Kuss competed in all three Grand Tours this year, assisting Jumbo-Visma teammates Primož Roglič and Jonas Vingegaard to overall victory at the Giro d’Italia and Tour de France, respectively, before unexpectedly claiming the red jersey in Spain ahead of the pair.
The 29-year-old, who was in Singapore on the weekend for the Tour de France Prudential Singapore Criterium, is yet to formalise his race programme for next season but doesn’t intend to put his body and mind through them all.
“I think next year it will be a bit too soon to do three again,” Kuss said.
“I’d like to do the Giro again but next year feels like a bit too many TT kilometres and also it’s nice to go to the Tour and focus on that.”
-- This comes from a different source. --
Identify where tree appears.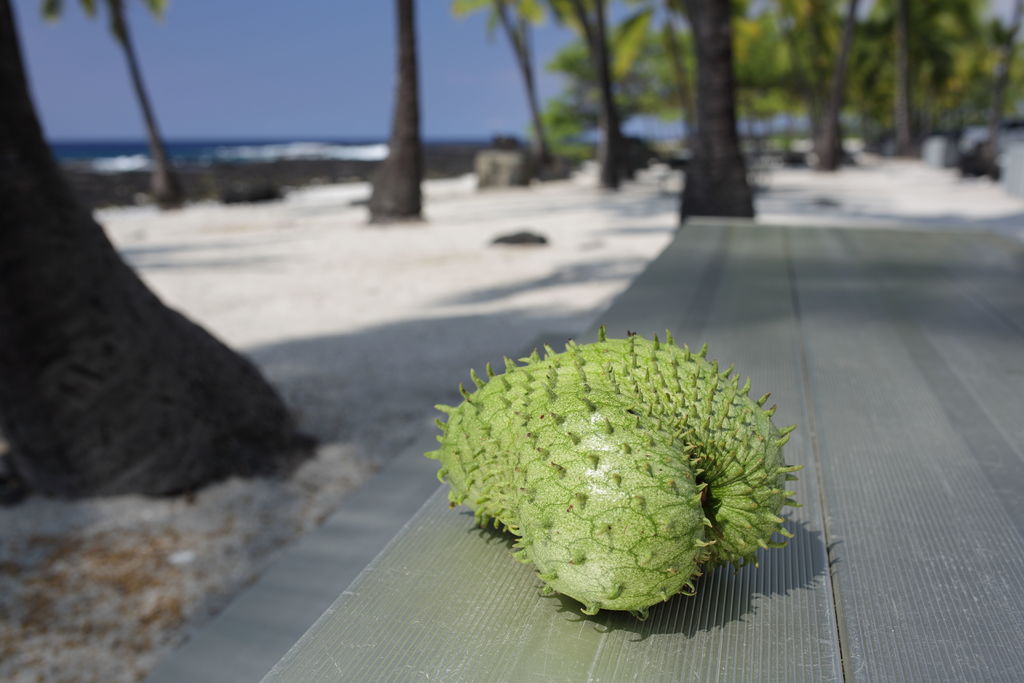
Appears at (x1=367, y1=0, x2=426, y2=222).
Kuss has clocked some frequent flyer miles during the off-season, returning to the US for a holiday, where locals in Durango, Colorado, celebrated his Vuelta success, before heading to Southeast Asia for a set of promotional activities selling the region and the sport, plus Sunday’s showcase criterium.
“It’s been a long off-season, which has been really nice, just relaxing, still riding the bike for fun,” he said.
“It’s easy to stay motivated when everything is going well, so hopefully things keep going well.
“I think this last season just gave me a lot of confidence and I hope to take that into the next season. Discovering that I could go over my mental or physical limits, and this season I could surprise myself by doing three Grand Tours, by winning the third one, and being really consistent in all three of them, when I know that I can do that, that gives me a lot of confidence.”
The approachable and well-spoken American admits he didn’t enter the Vuelta with the aim of winning the general classification.
Kuss finished the Tour with a swollen and bruised face, lacerations around his eyes from a crash on the penultimate stage stitched back together. He was still wearing bandages over what are now hardly visible scars when the Vuelta started weeks later. Jumbo-Visma selected Roglič, who underwent full preparation for a title tilt with a series of planned altitude camps and so forth, and during the Tour announced Vingegaard would also go, with trainer Tim Heemskerk unsure how the Dane would fare so soon after claiming the yellow jersey.